Single mother Claudine (Diahann Carroll) lives with her six children, who she supports with welfare payments and clandestine work as a maid. After falling in love with garbage man Roop (James Earl Jones), Claudine finds her life beginning to change - in ways which might put this new relationship in jeopardy…
When I decided to do a deep dive into Black popular cinema of the seventies, I was not interested in just turning it into a project on Blaxploitation. After focusing on romance in January, I was keen to check out Claudine - I was initially planning to put this review out last month, but it took too long to write.
This movie is lovely.
It was also triggering - as someone who has been on welfare for extended periods, this movie captures the suffocating sense of claustrophobia and powerlessness that comes with the constant stream of check-ins.
I do not want to compare my situation with the title character. I was lucky to be single and have no dependents. But this movie hit that feeling of being both stuck in one place, and of having to work while not having enough to live on - this movie hits all these things without coming off as heavy-handed, and does not lose its way as a romantic comedy.
Dhianne Carroll was parachuted into the lead at the last minute when original lead Diana Sands (The Landlord) had to back out due to cancer (she would sadly pass away the same year of the film’s release).

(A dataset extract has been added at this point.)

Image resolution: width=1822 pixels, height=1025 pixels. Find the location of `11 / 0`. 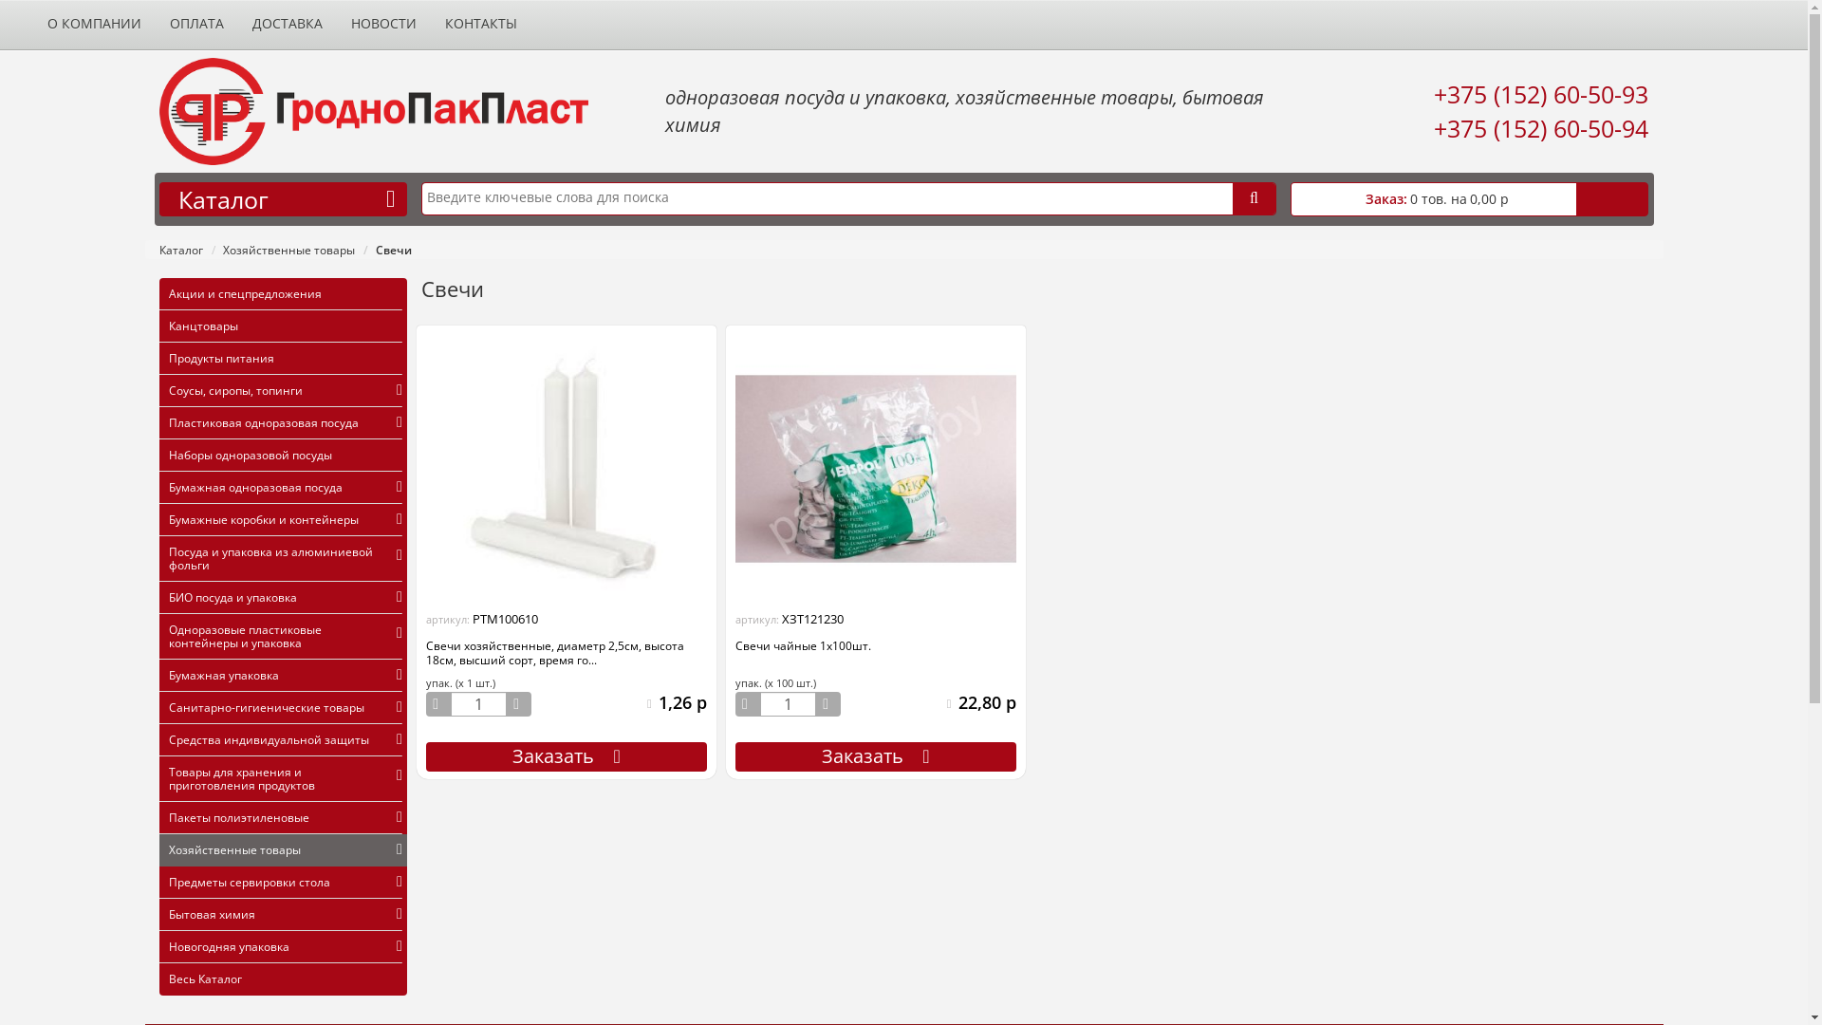

11 / 0 is located at coordinates (1703, 9).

Carroll is believably put upon - you can see her attempting to maintain a vague sense of calm with her kids - her explosions are inevitable, but carry the weariness of someone used to juggling multiple balls in the air.

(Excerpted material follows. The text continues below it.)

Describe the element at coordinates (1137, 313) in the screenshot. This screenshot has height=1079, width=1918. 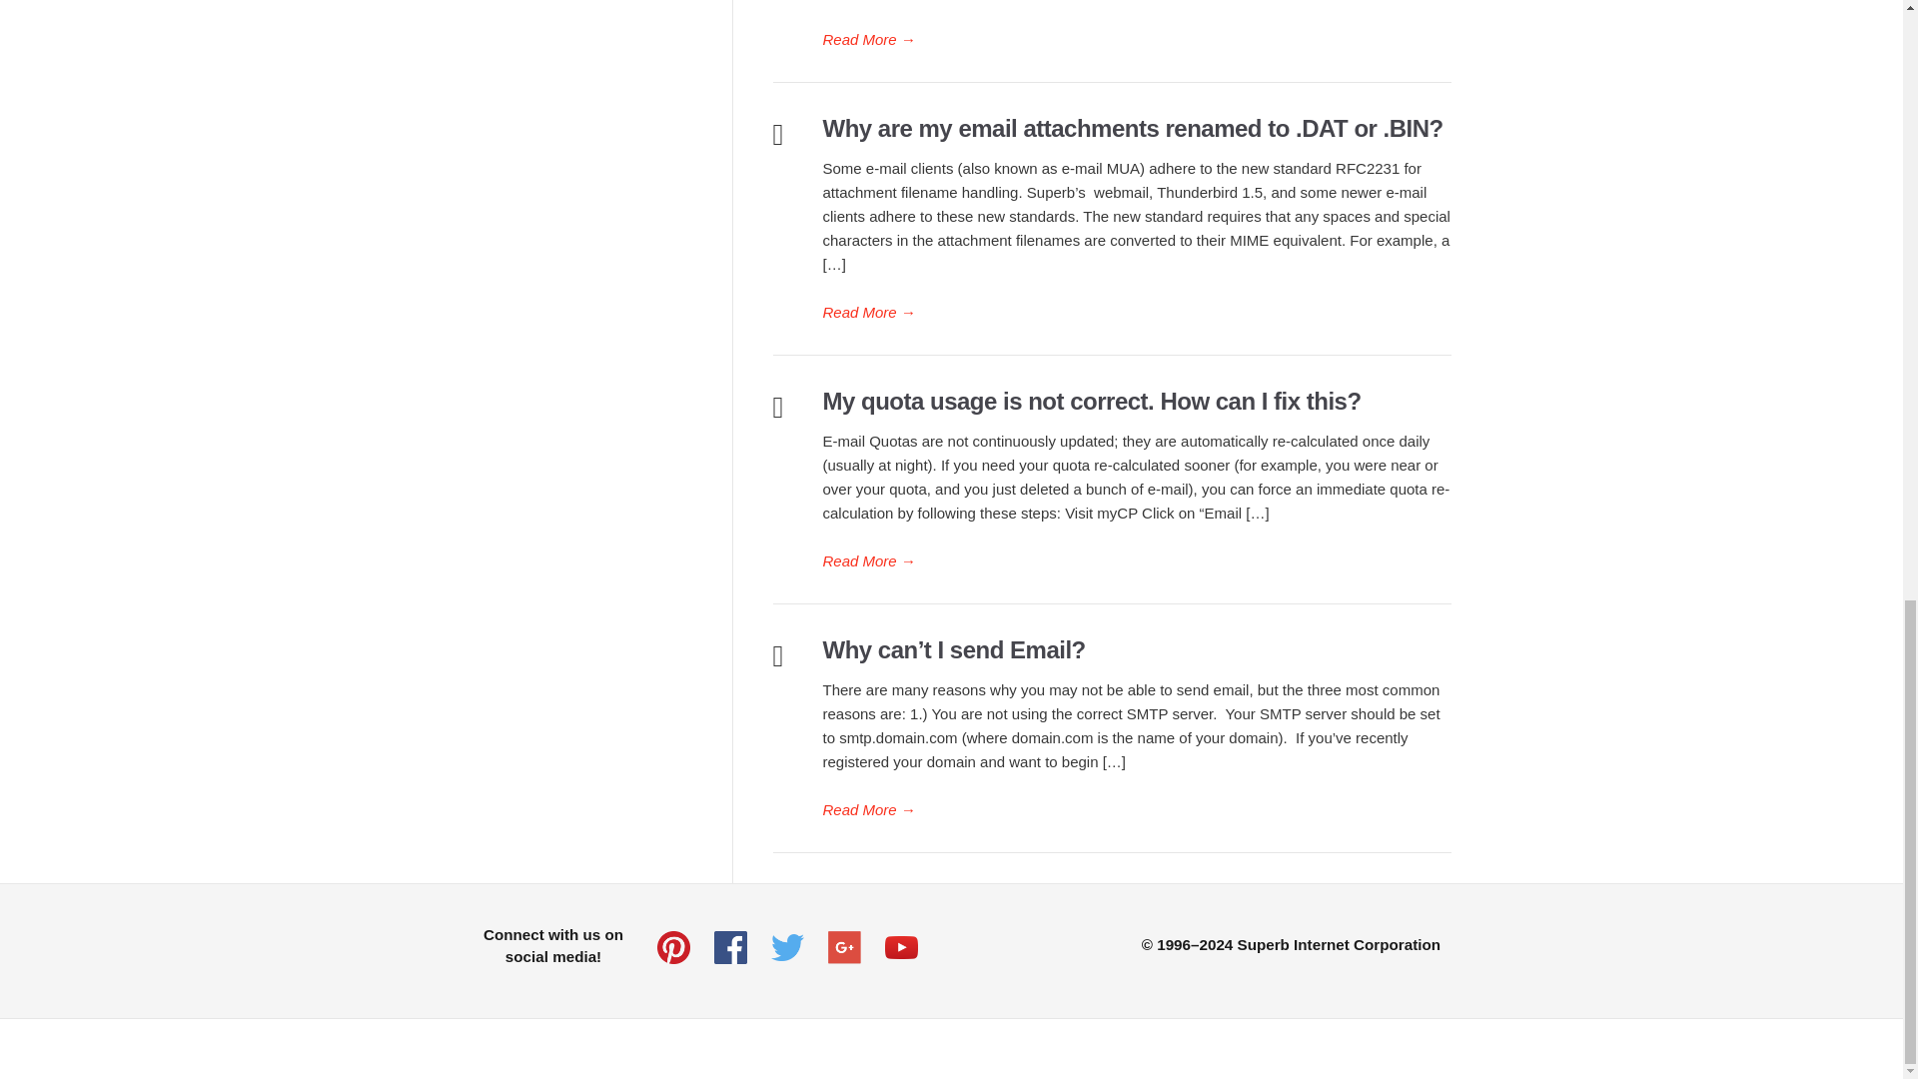
I see `Why are my email attachments renamed to .DAT or .BIN?` at that location.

James Earl Jones is so effortlessly charming as her new love Roop, one wishes he had more opportunities to continue in this mould.

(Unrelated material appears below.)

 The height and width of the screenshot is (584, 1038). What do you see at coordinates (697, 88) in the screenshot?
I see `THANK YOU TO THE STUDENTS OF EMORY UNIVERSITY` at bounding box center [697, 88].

Of course as the movie progresses, and the pressures on the couple build, his trajectory becomes the spine of the film’s third act.
Initially Claudine is sceptical at this extremely forward man who asks her out within seconds of seeing her for the first time.
While their meeting is a meet cute, their courtship is a slow dance.
And Roop also has to win over her kids - this is more of a war of attrition, with the kids showing a variety of different responses to this stranger.
When the relationship is discovered, Roop is willing to jump through the hoops the system throws in his way - but the movie is too smart to turn him into a saint.
As the couple attempt to navigate life together, his own familial obligations almost overwhelm him
Roop undergoes a breakdown and retreats from every aspect of life. Shockingly, this once proud, free-spirited man, is a shell of himself, intent on disappearing into a bottle.
This is one romantic comedy that is not immune to systemic racism or economic pressure.
His fall is a massive part of the film’s second half, and while I wanted to see how it resolved, I was very keen to see how the movie pulled out of this turn toward tragedy.
Ending with a wedding, a foot chase and a mass arrest, Claudine manages to pull it off.
Directed by former blacklistee John Berry (He Ran All The Way), Claudine was a big hit on release, and was lauded for standing out from the more action-oriented blaxploitation films which were cresting in the early seventies. Sadly, few black-centred romantic comedies would follow in its wake until Hollywood remembered this audience existed in the early nineties.